How do you get over traumatic experiences?  How can you come to feel safe, when brain networks that alert you to danger stay turned on at high volume because of trauma?

We know that for many people, this is extraordinarily difficult.  We know that for many people, traditional talk therapy is limited.

“Sally”, a forty seven year old woman, began neurofeedback last week after more than a year of psychotherapy and a lifetime of struggling with anxiety and depression. She was diagnosed with PTSD – post-traumatic stress disorder.

Her early life was filled with trauma and empty of warmth and connection in her family. Despite this early history, she had become an affectionate and attentive parent and wife and found in the family she built on her own what she had lacked growing up. But she did this all at a cost. Because she remained subject to near constant anxiety.  She woke up with heart pounding most mornings.  Her worries would not stop, ran on without her permission: she could not stop thinking, worrying, ruminating.  She said it was like sliding down a hill, she couldn’t stop her thoughts. They snowballed constantly.

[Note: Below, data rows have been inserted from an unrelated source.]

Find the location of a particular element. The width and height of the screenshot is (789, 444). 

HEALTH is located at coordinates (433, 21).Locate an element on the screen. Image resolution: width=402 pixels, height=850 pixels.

Sally also struggled with her mood and energy. She described a pervasive feeling of “heaviness” and fatigue. She took naps most days, and was exhausted by 8 in the evening or so. Woke up feeling heavy and finding it took effort to get herself out of bed every single morning.

She was a dedicated meditator, but found meditation grueling. She said she would sit there, heart pounding, thoughts racing and refusing to settle or even slow. And nothing to distract her from this experience. So she meditated religiously, but not because she experienced any peace or relief. She practiced so regularly because she hoped she would.

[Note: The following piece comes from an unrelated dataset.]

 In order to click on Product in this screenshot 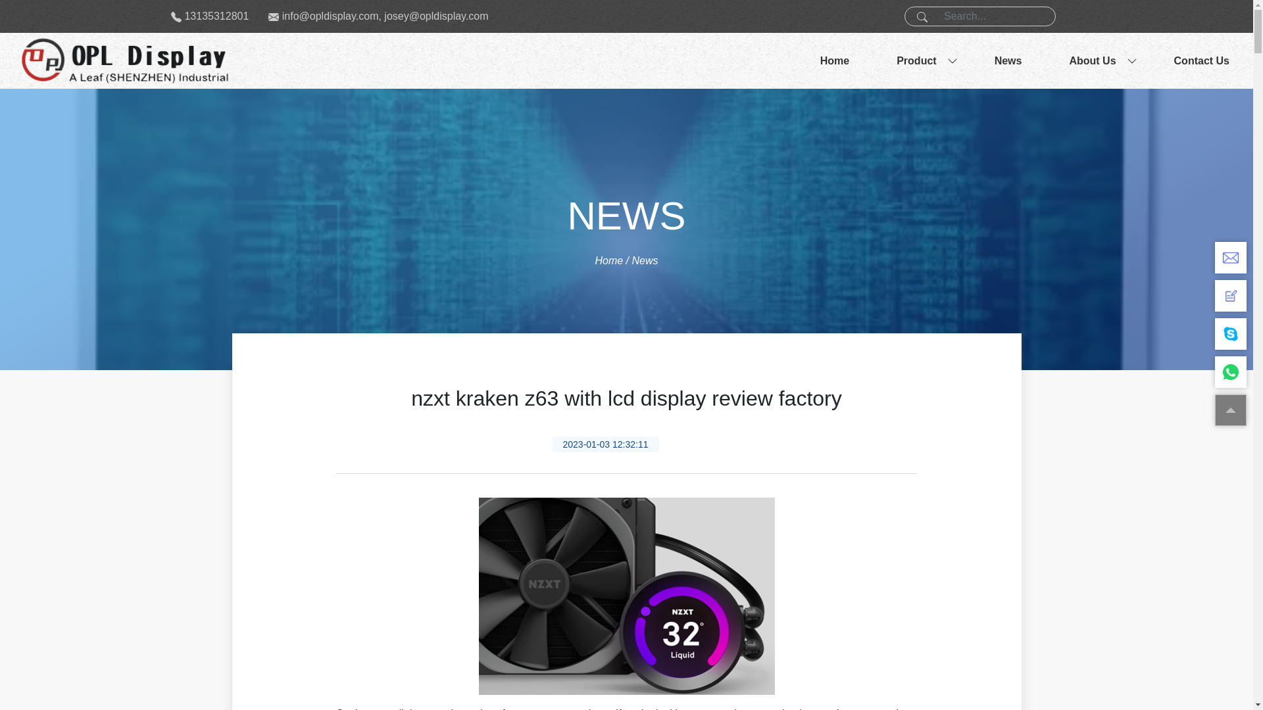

More than a year of psychotherapy made a big difference for her. She was feeling better in many ways. But her basic symptoms continued, even if at a lower level. So she decided to start neurofeedback treatment of PTSD.

She has had two neurofeedback sessions so far, one for 15 minutes. One for 30. Here is what she reported:

“I had a good week. The best in years. I have more energy. Usually, if my sons asks me to do something with him in the evening, I will do it. But it feels hard. I get this heavy feeling. This week when he asked me, I just did it easily. I didn’t have that heaviness. I didn’t nap and didn’t need to go to bed so early.  Usually when I wake up, my heart is pounding and I feel this heaviness. Its hard to get out of bed. This week, I just woke up and got going with my day.

My thinking changed too. It used to be that if I began thinking about something difficult, I couldn’t stop. I could not just move on. But this week I found that I could think about something for a while and then just stop.  Move on. Decide to think about something else. 

My meditation was calmer. My mind was quieter. If I started to think about something, I could shift away. My body was calmer also. It was enjoyable. 

Friday night I had a dream I have had many times before. Bombs are falling. My mother and father are not there. I call for them, but no one replies. Usually I wake up from these dreams, or my husband wakes me up, and my heart is pounding. But in the dream and when I woke up, I was calm.”

I probably saw Sally smile more times during this one session than I had seen her smile in the previous year.

But at the same time, she was a little restrained. She acknowledged not wanting to get her hopes up too high, not wanting to be disappointed if the improvements don’t last. She also acknowledged that she couldn’t really believe it: “It’s like getting something for nothing.” For someone who has worked so hard to re-make her life, it seemed too easy. For someone who had never received a big smile or a warm gaze or interest and attention just because she was loved, easy doesn’t seem real…..

We measure treatment outcome in our neurofeedback program every ten weeks using well established psychological measures of mood, anxiety, and behavior. We will see what they tell us. But no measures can tell the tale she told this morning as eloquently as her words and her face.